When faced with a difficult situation, we have two choices:
We can make excuses or make a go of it.
That is, we can invent reasons why it’s okay to fail, or we can keep going until we’ve found a way to get what we want.
In fact, this is one of the most fundamental tests a person can face: Can you make it go? No matter the effort? No matter the obstacles? No matter the opposition?
Are you willing to do whatever it takes to win?
Lord Nabeshima Naoshige was a distinguished Japanese warlord who reigned over the Hizen Province of Japan from 1538 to 1618. He began his life as a lowly vassal of the Ryuzoji clan, and, through his military brilliance and bravery, earned the trust and admiration of the shogun and rose through the political ranks.
The book Hagakure contains the following from Naoshige:
“The Way of the Samurai is in desperateness. Ten men or more cannot kill such a man. Common sense will not accomplish great things. Simply become insane and desperate.”
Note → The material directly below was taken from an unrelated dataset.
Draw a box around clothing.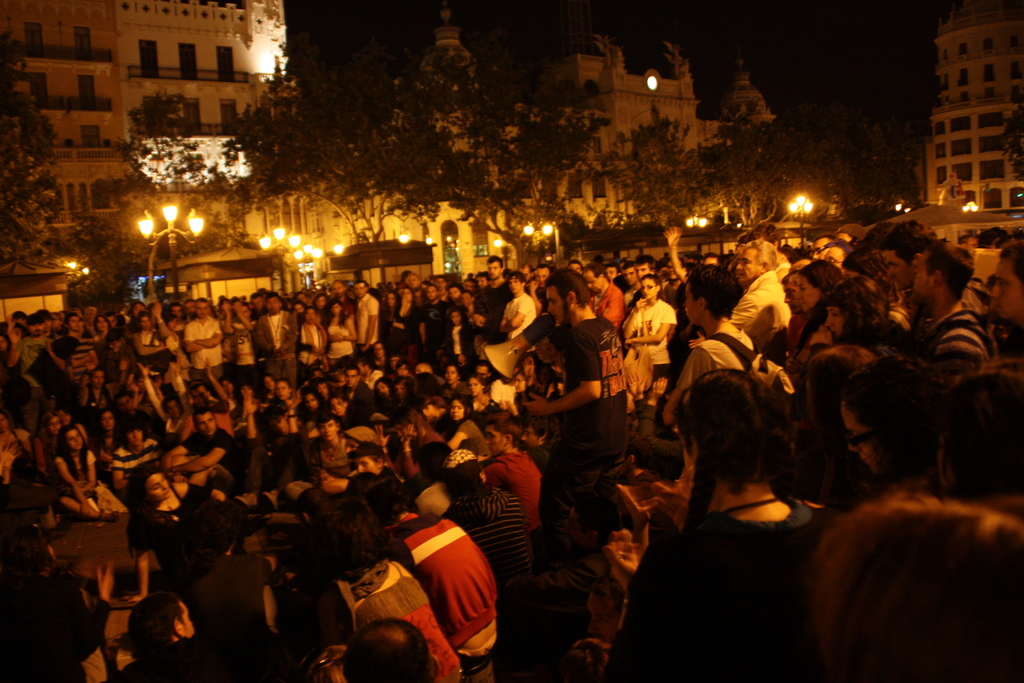
locate(731, 270, 791, 347).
His words are just as true today as they were four hundred years ago, if not more so.
Modern “common sense” says you shouldn’t work too hard or become too obsessed with a goal. You should just release yourself from the burdens of desire and pursuit and content yourself with who you are and what you have.
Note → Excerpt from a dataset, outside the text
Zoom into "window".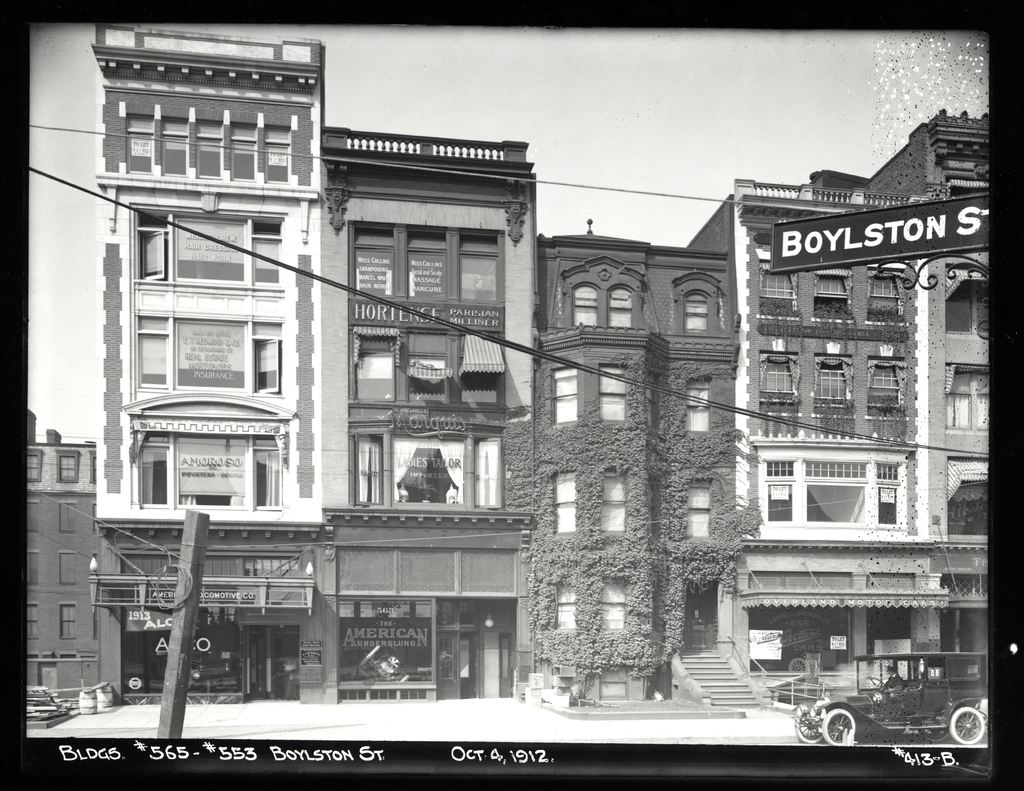
Zoom target: bbox=(945, 463, 983, 537).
These philosophies are quickly embraced by the more “well-adjusted” members of society, who think fretfully, speak timidly, and move slowly.
To these people, you must be “insane” to make it. Insane to work twice as hard as everyone you know, insane to wake up at the crack of dawn to get in your workouts, and insane to pursue goals they don’t understand and take risks they can’t stomach.
Many of these people will delight in telling you as much too. In fact, they’ll have so much advice that if you were to scribble it all down on pieces of paper, you’d singlehandedly decimate entire swaths of the world’s forests.
“You shouldn’t do that,” they love to say, wheeling out a litany of reasons why it’s not going to work out, why you’ll regret it in the end, and why you should squander your time, energy, and life like they do, instead.
And then you’ll say, “Screw it. I’m doing it anyway.”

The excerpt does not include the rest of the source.